Basically he is saying look more closely to the Atlantic maritime networks for the development of the Celtic languages as opposed to Central Europe. Koch says it best in his 2009 book:

“Barry Cunliffe, 2001, 261-310, has proposed the origins of the Celtic languages should be sought in the maritime networks of the Atlantic Zone, which reached their peak of intensity in the Late Bronze Age and then fell off sharply at the Bronze-Iron Transition (IXth-VIIth centuries BC).”

Should we jump on this theories band wagon? Well, let’s see. Some linguists are happy with it but most are not. Most geneticists though are VERY happy with it. I would suggest keeping it in mind when reading books in the future, it is a plausible theory but without more information and more evidence this theory is just that. A theory. John Koch’s 2009 book on a language called Tartessian, which was spoken in Southern Spain, identifies it as Celtic, and this seems to support the Cunliffe theory but there has been no real challenge or agreement with this from other quarters (at least not that I have heard off, if you have something please let me know). So basically the jury is still out…
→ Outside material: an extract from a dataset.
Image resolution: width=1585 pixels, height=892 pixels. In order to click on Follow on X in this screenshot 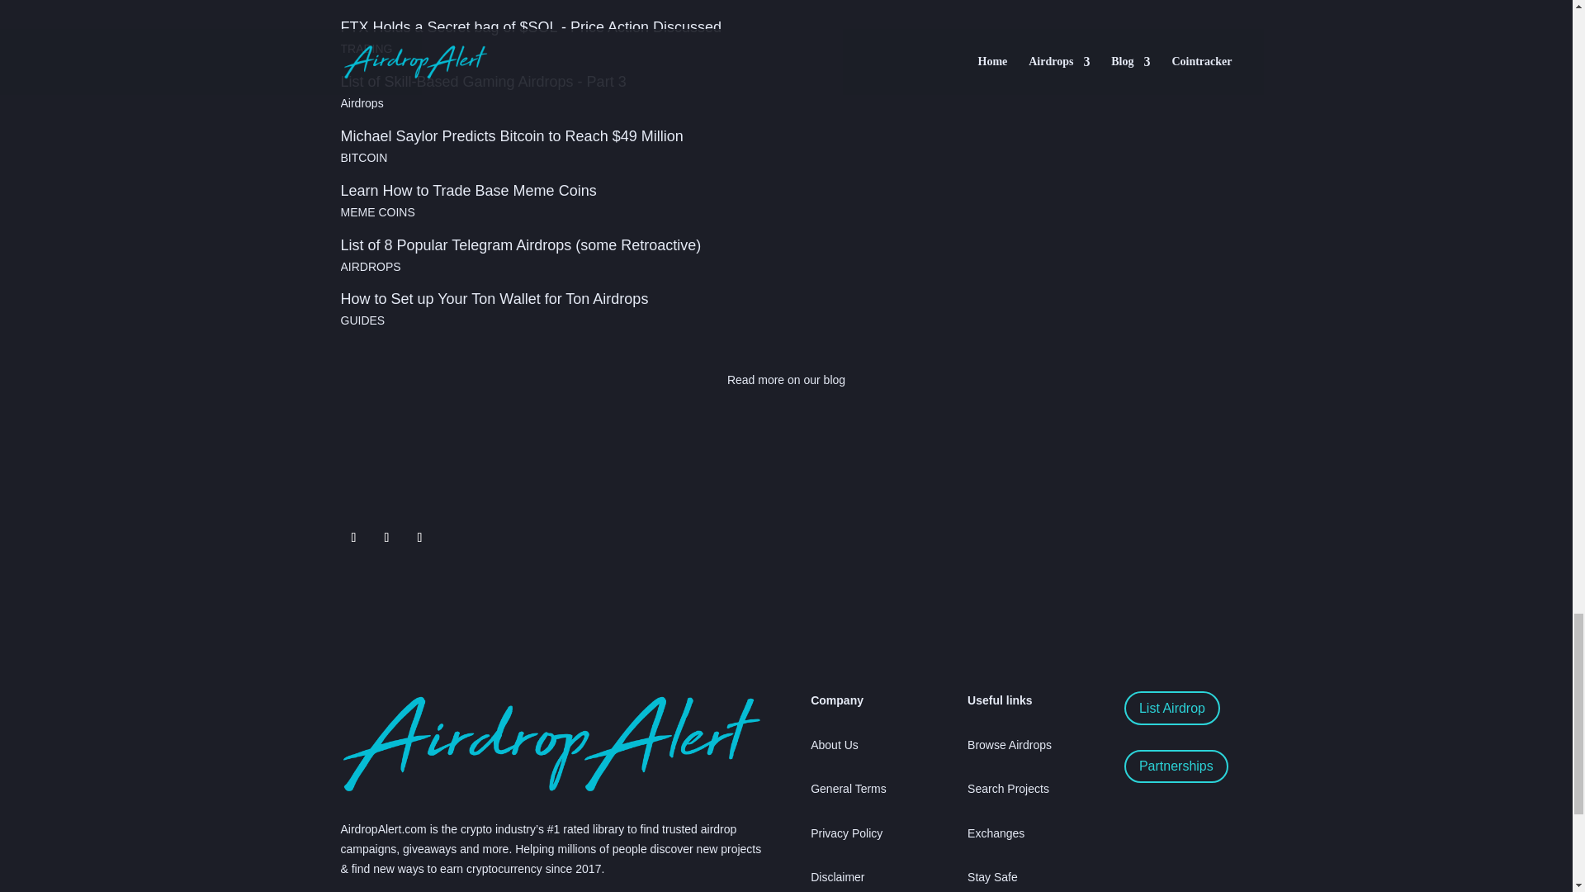, I will do `click(353, 537)`.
In the end here is what I want to say. If you are looking for a more rounded book on the history of Europe then I would suggest Europe Between the Oceans, which is an amazing tomb that came after this book. It doesn’t out right talk about this theory but is very obviously colored by it. If however you are more specific and want to read about the history of the Atlantic peoples alone then this book is very much for you, just don’t expect a lot of talk about the Celts alone, they are one group but not the only group in that part of the world.